April 17, 2024

China’s population continues to decline

China’s population has declined for the second year in a row, despite desperate government incentives to women to have children. In 2023, the number of people fell by 2.08 million to 1.410 billion. The number of births fell by 500,000.

This year, 2024, could see a temporary recovery, although demographers agree that population decline is inevitable. A demographer noted in the official newspaper, the Global Times, that this is the Year of the Dragon, a year in which couples traditionally try to conceive a child.

A report from the government’s Development Research Centre attributed the decline to four intractable problems: “delayed marriage age, decreased willingness among young people to have children, reduction in the number of women of childbearing age and higher prevalence of infertility and subfertility.”

In a video comment, Global Times columnist Hu Xijin bravely declared that there was no reason for pessimism. “The Chinese nation today will not decline in the process of modernization due to laziness in passing on the family line. There will certainly be many factors that will rise and stop the falling trend of population decline.” However, Western media compared the efforts of the Chinese government to halt decline with those in other countries like Hungary, Sweden and Japan. Nowhere have financial incentives had a substantial effect.

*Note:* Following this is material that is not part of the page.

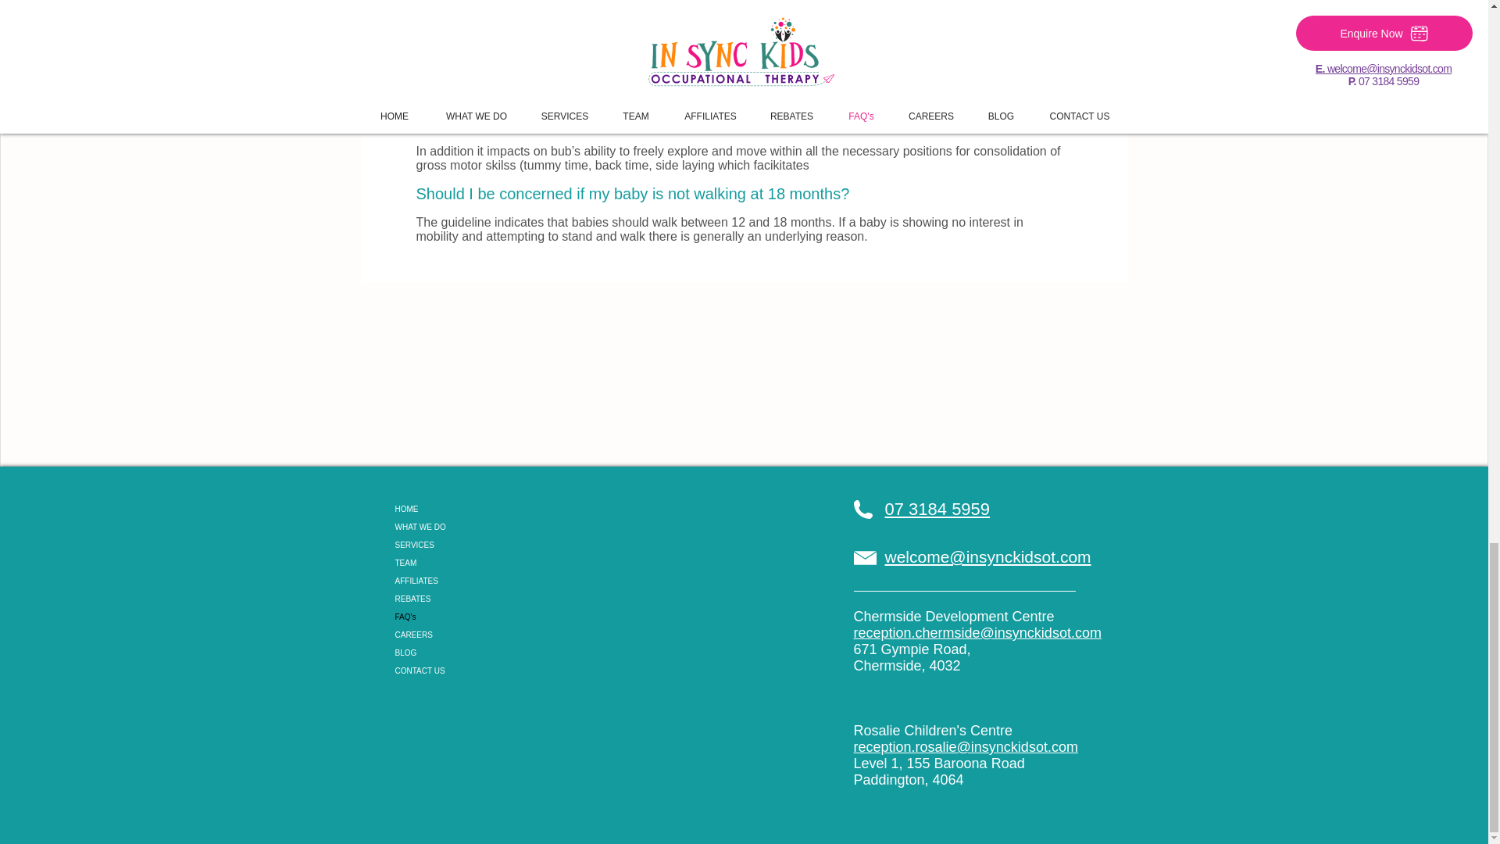 This screenshot has height=844, width=1500. Describe the element at coordinates (469, 563) in the screenshot. I see `TEAM` at that location.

The New York Times pointed out that “History suggests that once a country crosses the threshold of negative population growth, there is little that its government can do to reverse it. And as a country’s population grows more top-heavy, a smaller, younger generation bears the increasing costs of caring for a larger, older one.” China’s problem is particularly acute. Other advanced countries like Australia, Germany, or the United States have offset low birth rates with immigration. But immigration into China is negligible.

Last November President Xi Jinping told the National Women’s Congress that the Communist Party needed to promote a pro-family culture. “We should actively foster a new type of marriage and childbearing culture,” he said. Party officials should educate people about “love and marriage, fertility and family.”

However, after decades of aggressively promoting a one-child culture, it appears that Chinese women no longer aspire to be mothers of large families. Since the abolition of the one-child policy, the birth rate has actually fallen to 1.2 children per woman, one of the lowest in the world.

China’s economic success, paradoxically, may not have helped. University of Sydney economist Lauren A. Johnston told the NYTimes that the high cost of housing and education is a major obstacle to having more than one child. “People can’t afford to buy space for themselves, let alone for two kids,” she said.